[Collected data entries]

********

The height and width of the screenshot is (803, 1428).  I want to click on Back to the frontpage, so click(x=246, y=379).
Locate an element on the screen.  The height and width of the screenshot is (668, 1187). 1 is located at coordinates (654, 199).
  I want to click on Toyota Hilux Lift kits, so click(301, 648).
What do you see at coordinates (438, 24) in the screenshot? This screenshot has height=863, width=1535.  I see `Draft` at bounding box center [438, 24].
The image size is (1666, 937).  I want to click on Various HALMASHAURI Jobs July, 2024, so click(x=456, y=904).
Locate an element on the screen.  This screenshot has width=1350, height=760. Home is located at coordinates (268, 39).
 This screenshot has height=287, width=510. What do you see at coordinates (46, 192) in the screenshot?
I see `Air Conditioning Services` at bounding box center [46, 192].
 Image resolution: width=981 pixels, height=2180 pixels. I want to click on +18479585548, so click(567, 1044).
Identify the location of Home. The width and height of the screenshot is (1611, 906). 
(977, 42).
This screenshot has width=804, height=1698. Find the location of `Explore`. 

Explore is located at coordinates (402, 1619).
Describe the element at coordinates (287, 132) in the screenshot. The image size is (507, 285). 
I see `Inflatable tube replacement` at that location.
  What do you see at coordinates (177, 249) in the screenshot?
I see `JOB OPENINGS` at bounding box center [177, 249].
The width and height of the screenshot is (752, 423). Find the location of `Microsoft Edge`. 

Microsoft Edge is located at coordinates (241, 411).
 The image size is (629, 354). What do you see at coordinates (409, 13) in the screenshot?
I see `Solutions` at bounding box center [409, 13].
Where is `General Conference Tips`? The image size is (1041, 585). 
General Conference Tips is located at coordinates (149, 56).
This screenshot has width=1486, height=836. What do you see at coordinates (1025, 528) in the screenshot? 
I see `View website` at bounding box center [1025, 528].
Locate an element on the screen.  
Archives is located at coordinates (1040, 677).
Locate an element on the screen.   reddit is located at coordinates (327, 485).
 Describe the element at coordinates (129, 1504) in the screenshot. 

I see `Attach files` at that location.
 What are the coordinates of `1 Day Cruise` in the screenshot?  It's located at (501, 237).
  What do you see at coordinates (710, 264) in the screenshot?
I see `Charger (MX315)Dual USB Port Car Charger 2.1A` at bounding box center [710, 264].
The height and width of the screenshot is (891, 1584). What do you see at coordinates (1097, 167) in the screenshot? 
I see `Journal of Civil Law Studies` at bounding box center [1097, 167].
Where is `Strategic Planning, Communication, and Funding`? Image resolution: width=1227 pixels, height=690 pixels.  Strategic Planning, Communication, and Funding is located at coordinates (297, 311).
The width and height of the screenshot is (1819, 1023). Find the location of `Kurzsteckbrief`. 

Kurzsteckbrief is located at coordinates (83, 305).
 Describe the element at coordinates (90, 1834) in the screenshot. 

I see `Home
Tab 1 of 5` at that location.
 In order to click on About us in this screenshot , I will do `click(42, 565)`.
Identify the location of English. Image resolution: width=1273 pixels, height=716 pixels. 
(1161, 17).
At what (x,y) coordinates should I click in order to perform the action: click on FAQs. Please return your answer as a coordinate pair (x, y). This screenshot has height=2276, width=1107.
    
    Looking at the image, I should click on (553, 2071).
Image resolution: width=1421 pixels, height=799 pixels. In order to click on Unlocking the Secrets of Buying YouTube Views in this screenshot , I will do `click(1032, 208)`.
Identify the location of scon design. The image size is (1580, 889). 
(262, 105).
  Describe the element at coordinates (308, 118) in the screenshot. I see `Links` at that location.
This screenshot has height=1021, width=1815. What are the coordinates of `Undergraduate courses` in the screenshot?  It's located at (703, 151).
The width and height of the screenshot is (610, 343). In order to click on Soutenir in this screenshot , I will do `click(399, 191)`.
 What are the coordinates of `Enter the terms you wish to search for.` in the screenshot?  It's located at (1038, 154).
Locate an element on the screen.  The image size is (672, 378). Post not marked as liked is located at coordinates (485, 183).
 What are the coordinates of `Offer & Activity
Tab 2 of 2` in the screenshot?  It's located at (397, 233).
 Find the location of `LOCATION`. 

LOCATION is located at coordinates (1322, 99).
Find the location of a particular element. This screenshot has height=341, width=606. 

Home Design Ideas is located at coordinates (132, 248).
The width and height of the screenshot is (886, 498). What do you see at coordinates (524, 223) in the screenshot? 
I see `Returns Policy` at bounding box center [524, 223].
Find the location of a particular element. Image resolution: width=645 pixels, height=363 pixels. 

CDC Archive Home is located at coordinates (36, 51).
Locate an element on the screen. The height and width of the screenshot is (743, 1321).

********

*WHAT IS BEING ASKED*:
Give a word-for-word copy of the records.

*RESPONSE BOX*:
The height and width of the screenshot is (803, 1428).  I want to click on Back to the frontpage, so click(x=246, y=379).
Locate an element on the screen.  The height and width of the screenshot is (668, 1187). 1 is located at coordinates (654, 199).
  I want to click on Toyota Hilux Lift kits, so click(301, 648).
What do you see at coordinates (438, 24) in the screenshot? This screenshot has height=863, width=1535.  I see `Draft` at bounding box center [438, 24].
The image size is (1666, 937).  I want to click on Various HALMASHAURI Jobs July, 2024, so click(x=456, y=904).
Locate an element on the screen.  This screenshot has width=1350, height=760. Home is located at coordinates (268, 39).
 This screenshot has height=287, width=510. What do you see at coordinates (46, 192) in the screenshot?
I see `Air Conditioning Services` at bounding box center [46, 192].
 Image resolution: width=981 pixels, height=2180 pixels. I want to click on +18479585548, so click(567, 1044).
Identify the location of Home. The width and height of the screenshot is (1611, 906). 
(977, 42).
This screenshot has width=804, height=1698. Find the location of `Explore`. 

Explore is located at coordinates (402, 1619).
Describe the element at coordinates (287, 132) in the screenshot. The image size is (507, 285). 
I see `Inflatable tube replacement` at that location.
  What do you see at coordinates (177, 249) in the screenshot?
I see `JOB OPENINGS` at bounding box center [177, 249].
The width and height of the screenshot is (752, 423). Find the location of `Microsoft Edge`. 

Microsoft Edge is located at coordinates (241, 411).
 The image size is (629, 354). What do you see at coordinates (409, 13) in the screenshot?
I see `Solutions` at bounding box center [409, 13].
Where is `General Conference Tips`? The image size is (1041, 585). 
General Conference Tips is located at coordinates (149, 56).
This screenshot has width=1486, height=836. What do you see at coordinates (1025, 528) in the screenshot? 
I see `View website` at bounding box center [1025, 528].
Locate an element on the screen.  
Archives is located at coordinates (1040, 677).
Locate an element on the screen.   reddit is located at coordinates (327, 485).
 Describe the element at coordinates (129, 1504) in the screenshot. 

I see `Attach files` at that location.
 What are the coordinates of `1 Day Cruise` in the screenshot?  It's located at (501, 237).
  What do you see at coordinates (710, 264) in the screenshot?
I see `Charger (MX315)Dual USB Port Car Charger 2.1A` at bounding box center [710, 264].
The height and width of the screenshot is (891, 1584). What do you see at coordinates (1097, 167) in the screenshot? 
I see `Journal of Civil Law Studies` at bounding box center [1097, 167].
Where is `Strategic Planning, Communication, and Funding`? Image resolution: width=1227 pixels, height=690 pixels.  Strategic Planning, Communication, and Funding is located at coordinates (297, 311).
The width and height of the screenshot is (1819, 1023). Find the location of `Kurzsteckbrief`. 

Kurzsteckbrief is located at coordinates (83, 305).
 Describe the element at coordinates (90, 1834) in the screenshot. 

I see `Home
Tab 1 of 5` at that location.
 In order to click on About us in this screenshot , I will do `click(42, 565)`.
Identify the location of English. Image resolution: width=1273 pixels, height=716 pixels. 
(1161, 17).
At what (x,y) coordinates should I click in order to perform the action: click on FAQs. Please return your answer as a coordinate pair (x, y). This screenshot has height=2276, width=1107.
    
    Looking at the image, I should click on (553, 2071).
Image resolution: width=1421 pixels, height=799 pixels. In order to click on Unlocking the Secrets of Buying YouTube Views in this screenshot , I will do `click(1032, 208)`.
Identify the location of scon design. The image size is (1580, 889). 
(262, 105).
  Describe the element at coordinates (308, 118) in the screenshot. I see `Links` at that location.
This screenshot has height=1021, width=1815. What are the coordinates of `Undergraduate courses` in the screenshot?  It's located at (703, 151).
The width and height of the screenshot is (610, 343). In order to click on Soutenir in this screenshot , I will do `click(399, 191)`.
 What are the coordinates of `Enter the terms you wish to search for.` in the screenshot?  It's located at (1038, 154).
Locate an element on the screen.  The image size is (672, 378). Post not marked as liked is located at coordinates (485, 183).
 What are the coordinates of `Offer & Activity
Tab 2 of 2` in the screenshot?  It's located at (397, 233).
 Find the location of `LOCATION`. 

LOCATION is located at coordinates (1322, 99).
Find the location of a particular element. This screenshot has height=341, width=606. 

Home Design Ideas is located at coordinates (132, 248).
The width and height of the screenshot is (886, 498). What do you see at coordinates (524, 223) in the screenshot? 
I see `Returns Policy` at bounding box center [524, 223].
Find the location of a particular element. Image resolution: width=645 pixels, height=363 pixels. 

CDC Archive Home is located at coordinates (36, 51).
Locate an element on the screen. The height and width of the screenshot is (743, 1321).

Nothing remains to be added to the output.